The sight before us was indeed a beautiful pyrotechnic display. The bombs lighted up the shores and the low-lying hills, making everything stand forth and cast long spectral shadows. Cottages hidden among trees or in coves along the wide sweep of the shore line stood out as if in an unearthly flare.
What people on the shore thought we had no time even to wonder. They crowded out on the porches, in consternation. The music at the Casino stopped. No one had ever seen anything like it before. It was fire on water!
As yet none of us had even an inkling of what it was that Kennedy expected to discover. But every craft in the harbor now stood out distinct—in the glare of a miniature sun. We could see that, naturally, excitement on the boats was greater than it was on shore, for they were closer to the flares and therefore it seemed more amazing.

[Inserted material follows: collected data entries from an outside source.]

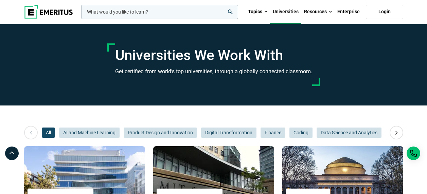 Image resolution: width=427 pixels, height=194 pixels. I want to click on input: woocommerce-product-search-field-0, so click(160, 12).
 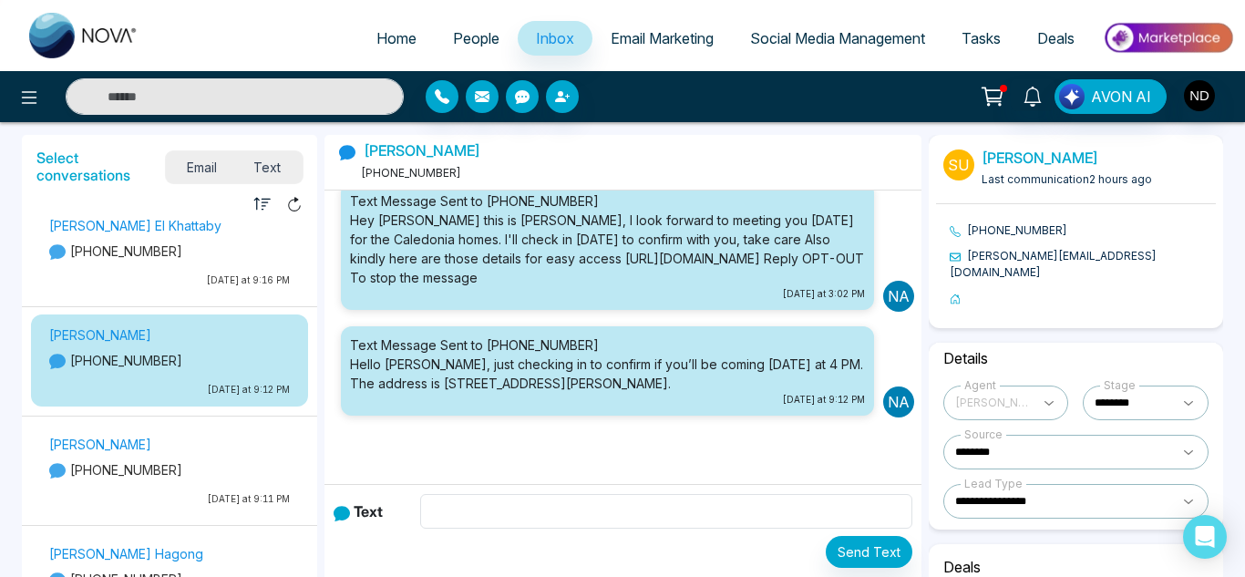 I want to click on a: Inbox, so click(x=555, y=38).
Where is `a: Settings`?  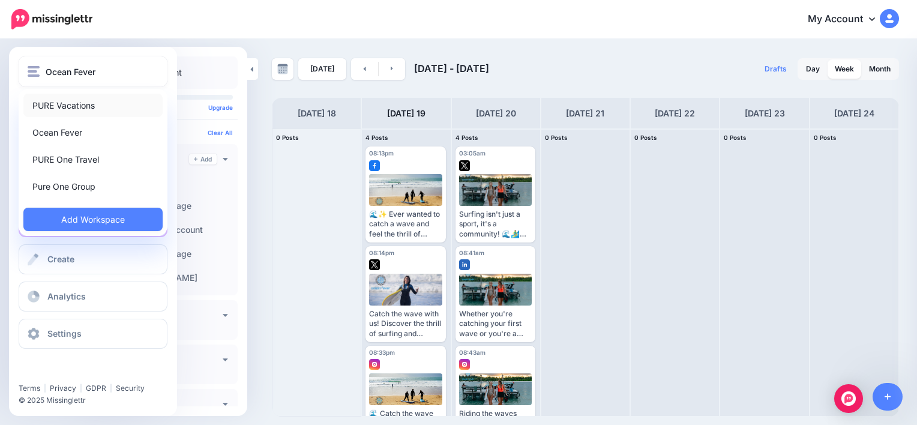
a: Settings is located at coordinates (93, 334).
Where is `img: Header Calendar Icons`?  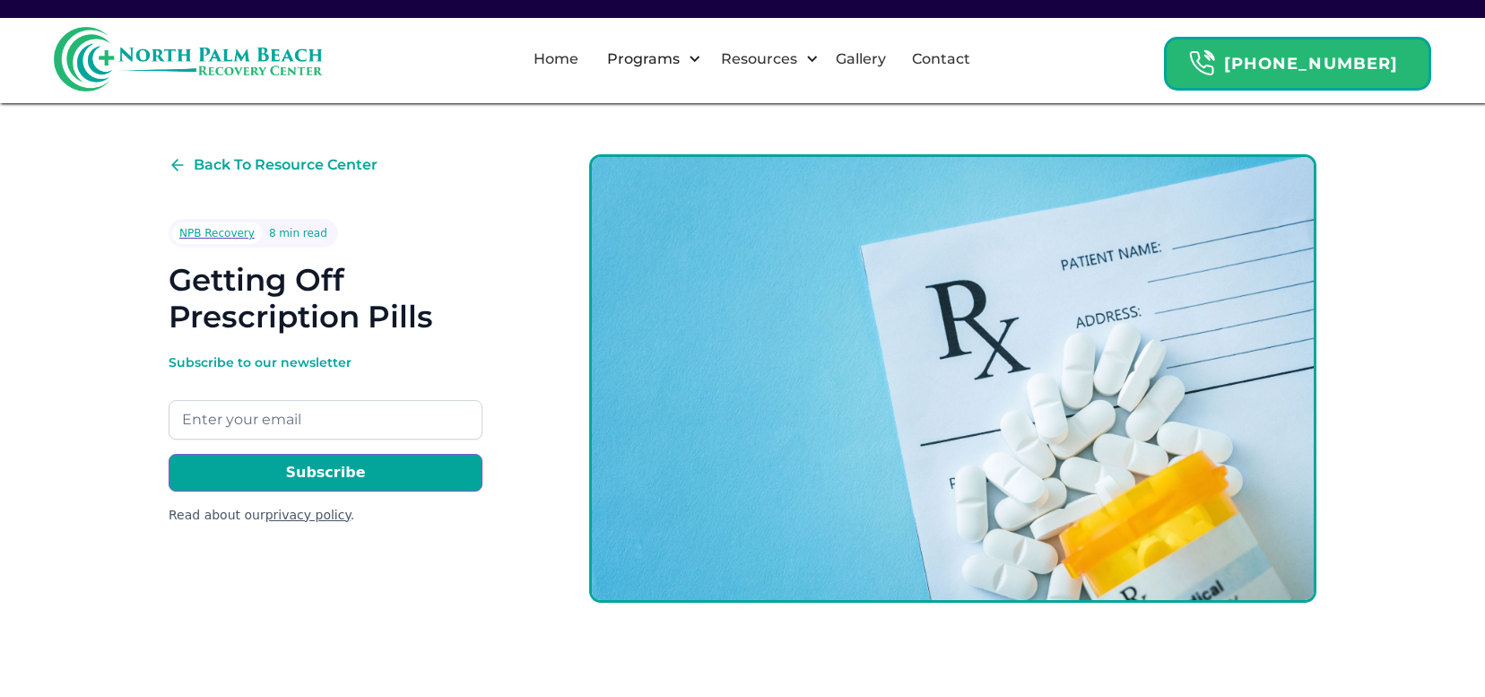 img: Header Calendar Icons is located at coordinates (1201, 63).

Craig was scanning the water carefully, seeking any sign of something suspicious.
“There it is!” he exclaimed, bending forward and pointing.
We strained our eyes. A mile or two out I could distinguish a power-boat of good size, moving swiftly away, as though trying to round the shelter of a point of land, out of the light. With a glass some one made out a stubby wireless mast on her.
Kennedy’s surmise when we had first studied the wireless interference had proved correct.
Sure enough, in the blackness of the night, there was a fast express cruiser, of the new scout type, not large, almost possible for one man to control, the latest thing in small power-boats and a perfect demon for speed!
Was that the source of the strange wireless impulses? Whose was it, and why was it there?